What’s comforting to you? Getting an aging parent a second dose of vaccine is pretty damn comforting these days, so I suppose it can change with the times.
But generally, comfort food is tied to what you grew up with or a dish that reminds you of a feeling of belonging or of being restored. In America, the genre has been stereotyped to Stuff White Midwesterners Eat at the Holidays, but it’s easy to see that gumbo or ropa vieja or carbonara all fit somebody’s definition.
“People are looking for comfort food, both because of the pandemic and now because of the weather,” chef Donny Sirisavath (pronounced just like it’s spelled; I swear) tells me. But his evanescent noodles didn’t travel well. Where have we heard that before?
So, Chef Donny closed his celebrated Khao Noodle Shop for three weeks to install the new menu and has reopened as takeout only until the weather warms up enough to dine at the precious few outdoor seats. The logo is just Khao Dallas.
We got the gang phet red curry, and here’s where Chef Donny should maybe massage his messaging. This is not going to read as “comfort food” to most Dallasites.
It is going to read as delicious: pickled peppercorns, pungent fish sauce and tender beef shank sliced ever so thin. “People have a misconception of what curry is,” Chef Donny tells me when I say I couldn’t taste the curry (as in the typical Thai spice combination). “Curry is the spices we use for these dishes — kaffir and galangal.”
It’s the funkiest thing I’ve eaten in 2021.
But it’s also not something someone’s Lao grandmother made by cooking it all day in a pot. The vegetables were al dente. The long beans still had some squeak in them. I always like Thai eggplant better than the mushy disaster of the globe variety, and these were almost crunchy. The jasmine rice is easily the best I’ve ever had.
The mok rice cake is Chef Donny’s evolution of eating mok (steamed meats) with sticky rice. Why not put it all in a cake? It’s like a highbrow version of a State Fair entry with none of the self-hate when you eat it.
The spring rolls are definitely stretching the definition of comfort food even for Lao people, but they’re the most fun thing I’ve eaten in 2021. Chef Donny turns the vermicelli noodles into the wrapper and adds crisp green apple.
What he and his team are doing here is taking Lao comfort food and applying sophisticated techniques and creativity in ingredients and preparation. At the price point, I’m not sure you’re getting more cooking skill than this anywhere else. My editor quit, so I’d call it elevated.
Khao won’t let you stand inside no matter how cold it is, so order online with their excellent interface. Chef Donny built it on Square’s platform, and it’s easy to use with a handy pickup time feature.
For delivery, Square partners with Postmates, but you can also use Favor, which Chef Donny says is more affordable for both the restaurant and the customer. He also likes that it’s owned by H-E-B so he’s supporting a Texas business.
Chef Donny didn’t just come up with this menu for COVID. This is a concept he anticipated launching perhaps five years from now once he had the craziness of Khao Noodle Shop, named one of America's best new restaurants by Bon Appetit in 2019, more under control. The pandemic accelerated his plans.
For those of you missing the noodles, the plan is to reopen the original concept as soon as inside dining is safe.
How would you feel if you opened a tiny, new restaurant concept that was instantly vaulted into the culinary stratosphere only to have your entire industry yanked out from under you? Chef Donny may be one of the few people who know. What was Bon Appetit’s best new restaurant of 1917?
Khao Dallas, 4812 Bryan St., No. 101, 972-803-3373, Khaonoodleshop.com. Open for takeout and delivery only, 11:30 a.m.-3 p.m. and 5:30 p.m.-9 p.m. Wednesday-Friday, 11:30 a.m.-3 p.m. and 5:30 p.m.-10 p.m. Saturday and 11:30 a.m.-3 p.m. Sunday.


* Task objective
In the listing below, find each line with the string "title" and return it.

* Provided entries

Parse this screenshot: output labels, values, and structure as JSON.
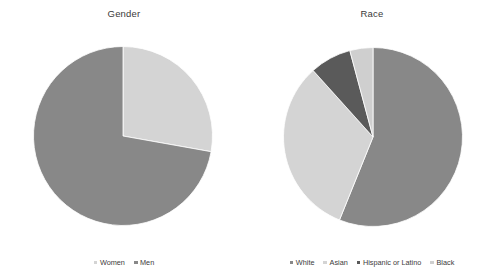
{
  "chart_data": [
    {
      "type": "pie",
      "title": "Gender",
      "xlabel": "",
      "ylabel": "",
      "legend_position": "bottom",
      "grid": false,
      "start_angle_deg": 0,
      "direction": "clockwise",
      "categories": [
        "Women",
        "Men"
      ],
      "values": [
        27.8,
        72.2
      ],
      "value_unit": "percent",
      "slices": [
        {
          "label": "Women",
          "value": 27.8,
          "color": "#d4d4d4",
          "start_deg": 0,
          "end_deg": 100.1
        },
        {
          "label": "Men",
          "value": 72.2,
          "color": "#888888",
          "start_deg": 100.1,
          "end_deg": 360
        }
      ],
      "legend": [
        {
          "label": "Women",
          "color": "#d4d4d4"
        },
        {
          "label": "Men",
          "color": "#888888"
        }
      ]
    },
    {
      "type": "pie",
      "title": "Race",
      "xlabel": "",
      "ylabel": "",
      "legend_position": "bottom",
      "grid": false,
      "start_angle_deg": 0,
      "direction": "clockwise",
      "categories": [
        "White",
        "Asian",
        "Hispanic or Latino",
        "Black"
      ],
      "values": [
        56.1,
        32.2,
        7.5,
        4.2
      ],
      "value_unit": "percent",
      "slices": [
        {
          "label": "White",
          "value": 56.1,
          "color": "#888888",
          "start_deg": 0,
          "end_deg": 202
        },
        {
          "label": "Asian",
          "value": 32.2,
          "color": "#d4d4d4",
          "start_deg": 202,
          "end_deg": 318
        },
        {
          "label": "Hispanic or Latino",
          "value": 7.5,
          "color": "#5a5a5a",
          "start_deg": 318,
          "end_deg": 345
        },
        {
          "label": "Black",
          "value": 4.2,
          "color": "#cfcfcf",
          "start_deg": 345,
          "end_deg": 360
        }
      ],
      "legend": [
        {
          "label": "White",
          "color": "#888888"
        },
        {
          "label": "Asian",
          "color": "#d4d4d4"
        },
        {
          "label": "Hispanic or Latino",
          "color": "#5a5a5a"
        },
        {
          "label": "Black",
          "color": "#cfcfcf"
        }
      ]
    }
  ],
  "layout": {
    "gender_pie": {
      "cx": 123,
      "cy": 136,
      "r": 90
    },
    "race_pie": {
      "cx": 125,
      "cy": 137,
      "r": 90
    }
  }
}
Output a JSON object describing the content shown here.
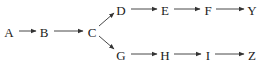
{
  "diagram": {
    "type": "flow",
    "nodes": [
      {
        "id": "A",
        "label": "A",
        "x": 9,
        "y": 32
      },
      {
        "id": "B",
        "label": "B",
        "x": 44,
        "y": 32
      },
      {
        "id": "C",
        "label": "C",
        "x": 92,
        "y": 32
      },
      {
        "id": "D",
        "label": "D",
        "x": 121,
        "y": 10
      },
      {
        "id": "E",
        "label": "E",
        "x": 165,
        "y": 10
      },
      {
        "id": "F",
        "label": "F",
        "x": 208,
        "y": 10
      },
      {
        "id": "Y",
        "label": "Y",
        "x": 252,
        "y": 10
      },
      {
        "id": "G",
        "label": "G",
        "x": 121,
        "y": 55
      },
      {
        "id": "H",
        "label": "H",
        "x": 165,
        "y": 55
      },
      {
        "id": "I",
        "label": "I",
        "x": 208,
        "y": 55
      },
      {
        "id": "Z",
        "label": "Z",
        "x": 252,
        "y": 55
      }
    ],
    "edges": [
      {
        "from": "A",
        "to": "B",
        "x1": 19,
        "y1": 31,
        "x2": 36,
        "y2": 31
      },
      {
        "from": "B",
        "to": "C",
        "x1": 54,
        "y1": 31,
        "x2": 83,
        "y2": 31
      },
      {
        "from": "C",
        "to": "D",
        "x1": 99,
        "y1": 26,
        "x2": 114,
        "y2": 13
      },
      {
        "from": "C",
        "to": "G",
        "x1": 99,
        "y1": 36,
        "x2": 114,
        "y2": 49
      },
      {
        "from": "D",
        "to": "E",
        "x1": 131,
        "y1": 9,
        "x2": 157,
        "y2": 9
      },
      {
        "from": "E",
        "to": "F",
        "x1": 174,
        "y1": 9,
        "x2": 200,
        "y2": 9
      },
      {
        "from": "F",
        "to": "Y",
        "x1": 216,
        "y1": 9,
        "x2": 244,
        "y2": 9
      },
      {
        "from": "G",
        "to": "H",
        "x1": 131,
        "y1": 54,
        "x2": 157,
        "y2": 54
      },
      {
        "from": "H",
        "to": "I",
        "x1": 174,
        "y1": 54,
        "x2": 201,
        "y2": 54
      },
      {
        "from": "I",
        "to": "Z",
        "x1": 215,
        "y1": 54,
        "x2": 244,
        "y2": 54
      }
    ]
  }
}
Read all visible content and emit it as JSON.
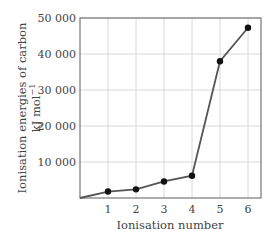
{
  "chart_data": {
    "type": "line",
    "title": "",
    "xlabel": "Ionisation number",
    "ylabel_line1": "Ionisation energies of carbon",
    "ylabel_line2": "kJ mol",
    "ylabel_superscript": "−1",
    "x": [
      0,
      1,
      2,
      3,
      4,
      5,
      6
    ],
    "x_ticks": [
      "1",
      "2",
      "3",
      "4",
      "5",
      "6"
    ],
    "y_ticks": [
      "10 000",
      "20 000",
      "30 000",
      "40 000",
      "50 000"
    ],
    "y_tick_values": [
      10000,
      20000,
      30000,
      40000,
      50000
    ],
    "series": [
      {
        "name": "Ionisation energies of carbon",
        "x": [
          1,
          2,
          3,
          4,
          5,
          6
        ],
        "values": [
          1800,
          2400,
          4600,
          6200,
          38000,
          47300
        ]
      }
    ],
    "starts_at_origin": true,
    "xlim": [
      0,
      6.5
    ],
    "ylim": [
      0,
      50000
    ],
    "grid": true,
    "legend": "none",
    "colors": {
      "line": "#555555",
      "marker": "#111111",
      "grid": "#d8d8d8",
      "frame": "#777777"
    }
  }
}
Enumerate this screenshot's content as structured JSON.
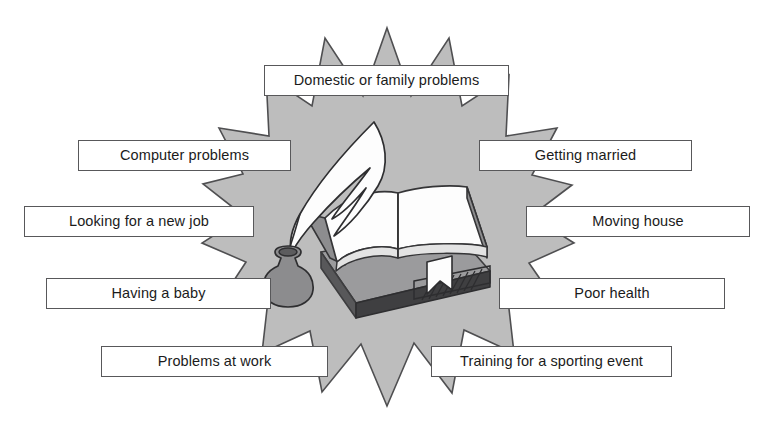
{
  "figure": {
    "type": "starburst-diagram",
    "cut_off_heading": "",
    "center_illustration": "open-book-with-quill-and-inkwell",
    "colors": {
      "burst_fill": "#bdbdbd",
      "burst_stroke": "#4f4f51",
      "label_fill": "#ffffff",
      "label_stroke": "#58585a",
      "text": "#1b1b1b",
      "book_dark": "#4d4d4f",
      "book_mid": "#9a9a9c",
      "page_white": "#fdfdfd",
      "ink_grey": "#8c8c8e",
      "background": "#ffffff"
    }
  },
  "labels": [
    {
      "id": "domestic-or-family-problems",
      "text": "Domestic or family problems",
      "x": 264,
      "y": 65,
      "w": 245,
      "h": 31
    },
    {
      "id": "computer-problems",
      "text": "Computer problems",
      "x": 78,
      "y": 140,
      "w": 213,
      "h": 31
    },
    {
      "id": "getting-married",
      "text": "Getting married",
      "x": 479,
      "y": 140,
      "w": 213,
      "h": 31
    },
    {
      "id": "looking-for-a-new-job",
      "text": "Looking for a new job",
      "x": 24,
      "y": 206,
      "w": 230,
      "h": 31
    },
    {
      "id": "moving-house",
      "text": "Moving house",
      "x": 526,
      "y": 206,
      "w": 224,
      "h": 31
    },
    {
      "id": "having-a-baby",
      "text": "Having a baby",
      "x": 46,
      "y": 278,
      "w": 225,
      "h": 31
    },
    {
      "id": "poor-health",
      "text": "Poor health",
      "x": 499,
      "y": 278,
      "w": 226,
      "h": 31
    },
    {
      "id": "problems-at-work",
      "text": "Problems at work",
      "x": 101,
      "y": 346,
      "w": 227,
      "h": 31
    },
    {
      "id": "training-for-a-sporting-event",
      "text": "Training for a sporting event",
      "x": 431,
      "y": 346,
      "w": 241,
      "h": 31
    }
  ]
}
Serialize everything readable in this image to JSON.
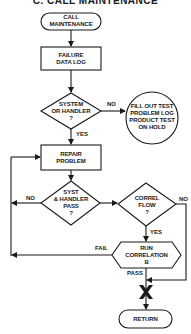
{
  "title": "C.   CALL MAINTENANCE",
  "colors": {
    "stroke": "#1a1a1a",
    "background": "#ffffff"
  },
  "nodes": {
    "call_maintenance": {
      "type": "terminator",
      "label": "CALL\nMAINTENANCE"
    },
    "failure_data_log": {
      "type": "process",
      "label": "FAILURE\nDATA LOG"
    },
    "system_or_handler": {
      "type": "decision",
      "label": "SYSTEM\nOR HANDLER\n?"
    },
    "fill_out_test": {
      "type": "connector-circle",
      "label": "FILL OUT TEST\nPROBLEM LOG\nPRODUCT TEST\nON HOLD"
    },
    "repair_problem": {
      "type": "process",
      "label": "REPAIR\nPROBLEM"
    },
    "syst_handler_pass": {
      "type": "decision",
      "label": "SYST\n& HANDLER\nPASS\n?"
    },
    "correl_flow": {
      "type": "decision",
      "label": "CORREL\nFLOW\n?"
    },
    "run_correlation": {
      "type": "preparation",
      "label": "RUN\nCORRELATION\nB"
    },
    "return": {
      "type": "terminator",
      "label": "RETURN"
    }
  },
  "edges": {
    "system_no": "NO",
    "system_yes": "YES",
    "syst_pass_no": "NO",
    "correl_no": "NO",
    "correl_yes": "YES",
    "run_fail": "FAIL",
    "run_pass": "PASS"
  }
}
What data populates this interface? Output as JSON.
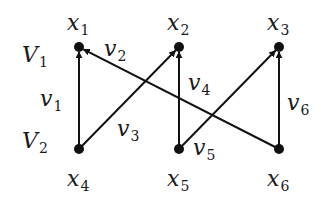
{
  "diagram": {
    "type": "bipartite-directed-graph",
    "partitions": [
      {
        "id": "V1",
        "label": "V",
        "sub": "1",
        "x": 22,
        "y": 62
      },
      {
        "id": "V2",
        "label": "V",
        "sub": "2",
        "x": 22,
        "y": 148
      }
    ],
    "nodes": [
      {
        "id": "x1",
        "label": "x",
        "sub": "1",
        "cx": 79,
        "cy": 47,
        "lx": 67,
        "ly": 30
      },
      {
        "id": "x2",
        "label": "x",
        "sub": "2",
        "cx": 179,
        "cy": 47,
        "lx": 167,
        "ly": 30
      },
      {
        "id": "x3",
        "label": "x",
        "sub": "3",
        "cx": 279,
        "cy": 47,
        "lx": 267,
        "ly": 30
      },
      {
        "id": "x4",
        "label": "x",
        "sub": "4",
        "cx": 79,
        "cy": 149,
        "lx": 67,
        "ly": 186
      },
      {
        "id": "x5",
        "label": "x",
        "sub": "5",
        "cx": 179,
        "cy": 149,
        "lx": 167,
        "ly": 186
      },
      {
        "id": "x6",
        "label": "x",
        "sub": "6",
        "cx": 279,
        "cy": 149,
        "lx": 267,
        "ly": 186
      }
    ],
    "edges": [
      {
        "id": "v1",
        "label": "v",
        "sub": "1",
        "from": "x4",
        "to": "x1",
        "lx": 40,
        "ly": 106
      },
      {
        "id": "v2",
        "label": "v",
        "sub": "2",
        "from": "x6",
        "to": "x1",
        "lx": 104,
        "ly": 56
      },
      {
        "id": "v3",
        "label": "v",
        "sub": "3",
        "from": "x4",
        "to": "x2",
        "lx": 117,
        "ly": 136
      },
      {
        "id": "v4",
        "label": "v",
        "sub": "4",
        "from": "x5",
        "to": "x2",
        "lx": 188,
        "ly": 90
      },
      {
        "id": "v5",
        "label": "v",
        "sub": "5",
        "from": "x5",
        "to": "x3",
        "lx": 193,
        "ly": 155
      },
      {
        "id": "v6",
        "label": "v",
        "sub": "6",
        "from": "x6",
        "to": "x3",
        "lx": 287,
        "ly": 110
      }
    ],
    "colors": {
      "stroke": "#111111",
      "text": "#1a1a1a",
      "background": "#ffffff"
    }
  }
}
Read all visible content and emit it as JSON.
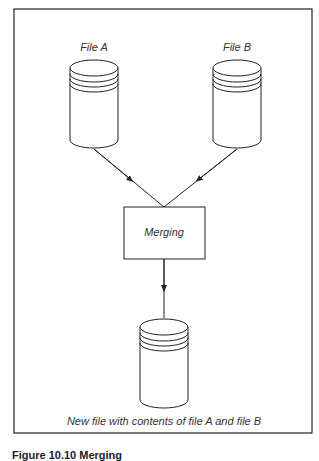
{
  "diagram": {
    "nodes": [
      {
        "id": "file-a",
        "type": "cylinder",
        "label": "File A"
      },
      {
        "id": "file-b",
        "type": "cylinder",
        "label": "File B"
      },
      {
        "id": "merging",
        "type": "process-box",
        "label": "Merging"
      },
      {
        "id": "output",
        "type": "cylinder",
        "label": "New file with contents of file A and file B"
      }
    ],
    "edges": [
      {
        "from": "file-a",
        "to": "merging"
      },
      {
        "from": "file-b",
        "to": "merging"
      },
      {
        "from": "merging",
        "to": "output"
      }
    ]
  },
  "labels": {
    "file_a": "File A",
    "file_b": "File B",
    "merging": "Merging",
    "output": "New file with contents of file A and file B"
  },
  "figure_caption": "Figure 10.10 Merging"
}
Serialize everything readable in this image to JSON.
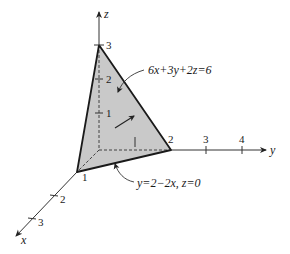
{
  "figure": {
    "type": "3d-coordinate-diagram"
  },
  "axes": {
    "x": {
      "label": "x",
      "ticks": [
        "1",
        "2",
        "3"
      ]
    },
    "y": {
      "label": "y",
      "ticks": [
        "2",
        "3",
        "4"
      ]
    },
    "z": {
      "label": "z",
      "ticks": [
        "1",
        "2",
        "3"
      ]
    }
  },
  "annotations": {
    "plane_equation": "6x+3y+2z=6",
    "trace_equation": "y=2−2x, z=0"
  },
  "vertices": {
    "x_intercept": "1",
    "y_intercept": "2",
    "z_intercept": "3"
  },
  "colors": {
    "face_fill": "#c8c8c8",
    "edge": "#1a1a1a",
    "axis": "#333333"
  }
}
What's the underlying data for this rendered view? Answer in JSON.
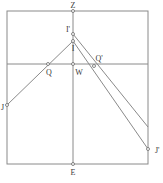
{
  "diagram": {
    "type": "geometric-optics-construction",
    "frame": {
      "left": 7,
      "top": 11,
      "right": 148,
      "bottom": 164
    },
    "horizontal_line_y": 64,
    "vertical_line_x": 73,
    "points": {
      "Z": {
        "label": "Z",
        "x": 73,
        "y": 11
      },
      "I_prime": {
        "label": "I'",
        "x": 73,
        "y": 34
      },
      "I": {
        "label": "I",
        "x": 73,
        "y": 41
      },
      "W": {
        "label": "W",
        "x": 73,
        "y": 64
      },
      "Q": {
        "label": "Q",
        "x": 48,
        "y": 64
      },
      "Q_prime": {
        "label": "Q'",
        "x": 94,
        "y": 64
      },
      "J": {
        "label": "J",
        "x": 7,
        "y": 105
      },
      "J_prime": {
        "label": "J'",
        "x": 148,
        "y": 149
      },
      "E": {
        "label": "E",
        "x": 73,
        "y": 164
      }
    },
    "segments": [
      {
        "from": "J",
        "to": "I"
      },
      {
        "from": "I",
        "to": "J'"
      },
      {
        "from": "I'",
        "to": "right-edge",
        "end": {
          "x": 148,
          "y": 127
        }
      },
      {
        "from": "Z",
        "to": "E"
      },
      {
        "from": "left-edge",
        "to": "right-edge",
        "y": 64
      }
    ]
  }
}
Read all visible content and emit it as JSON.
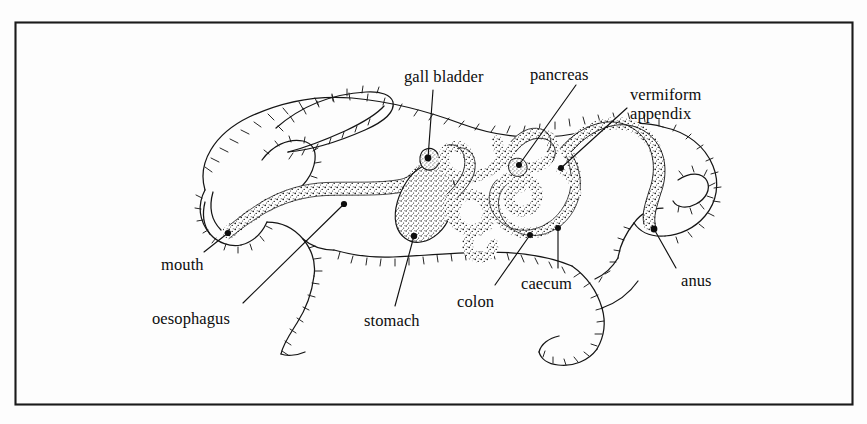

* Completed task
      "title": "Gender",
      "title": "Race",
    "title": "",
  "title": "C.   CALL MAINTENANCE",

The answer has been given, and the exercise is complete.